05 March 2014, The Tablet

Pope sees scope for pastoral response to contraception ban



Pope Francis has said that the church leadership needs to “take into account people’s situations” and their ability to adhere to the ban on artificial contraception.

A wide-ranging interview with the editor-in-chief of the Italian daily Corriere della Sera, Ferruccio de Bortoli, is published today. Francis praises Paul VI, who authored the encyclical Humanae Vitae, for defending “moral discipline" but when asked if the Church should rethink its ban on contraception, he replied: “It all depends on how the text of Humanae Vitae is interpreted. Paul VI himself, towards the end, recommended that confessors show great kindness and attention to specific situations.” He added: “The question is not that of changing doctrine, but to go into the depths, and ensuring that pastoral [efforts] take into account people’s situations, and that which it is possible for people to do.”

He added that the subject would be discussed at October’s Synod of bishops on the Family.

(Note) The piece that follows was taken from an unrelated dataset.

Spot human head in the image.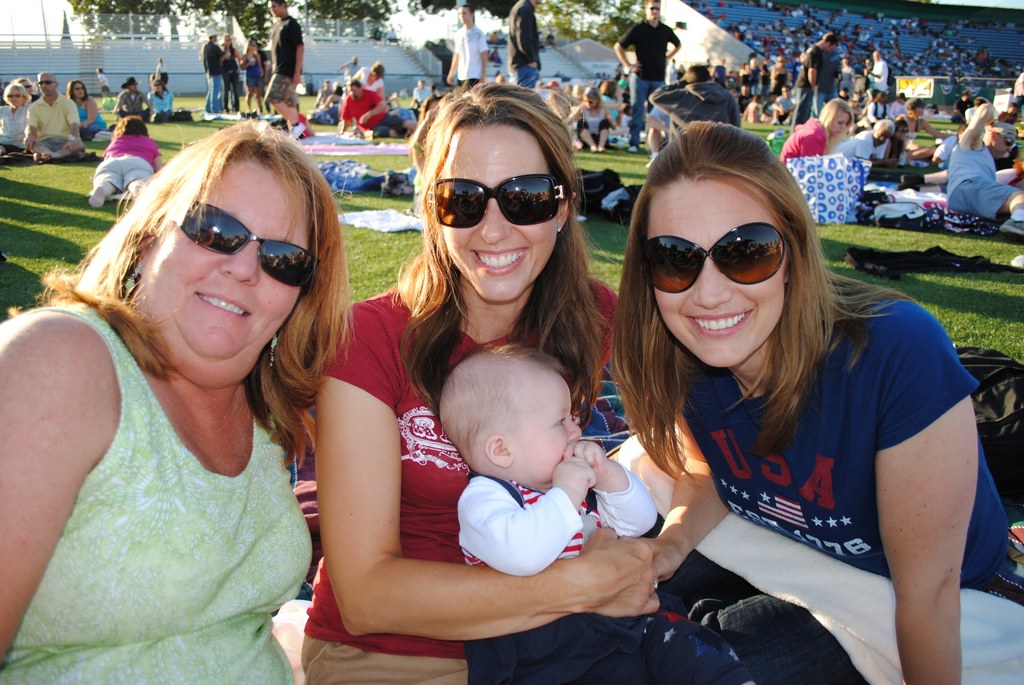
human head found at x1=125 y1=72 x2=140 y2=94.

The interview was published simultaneously in Spanish in the Argentinian newspaper La Nación and marks the first anniversary of Pope Francis’s election on 13 March 2013.

On the subject of the Church's record on tackling the sexual abuse of children by priests, he claimed that "no one else has done more" to root out paedophilia.

"The Catholic Church is perhaps the only public institution to have acted with transparency and responsibility.

"No one else has done more. Yet the Church is the only one to have been attacked," he said.

Asked how the role of women will be better promoted in the Church, he was not specific but said: “It is true that women can and ought to be more present in the places where the Church’s decisions are made. This, however, I would call a promotion of a ‘functional’ type. Only, in this way, we do not get very far: We need to consider that the Church takes the feminine article,” he said. Cardinal Stanislaw Rylko and the Council of the Laity that he heads, is working on the question with many women experts, he added.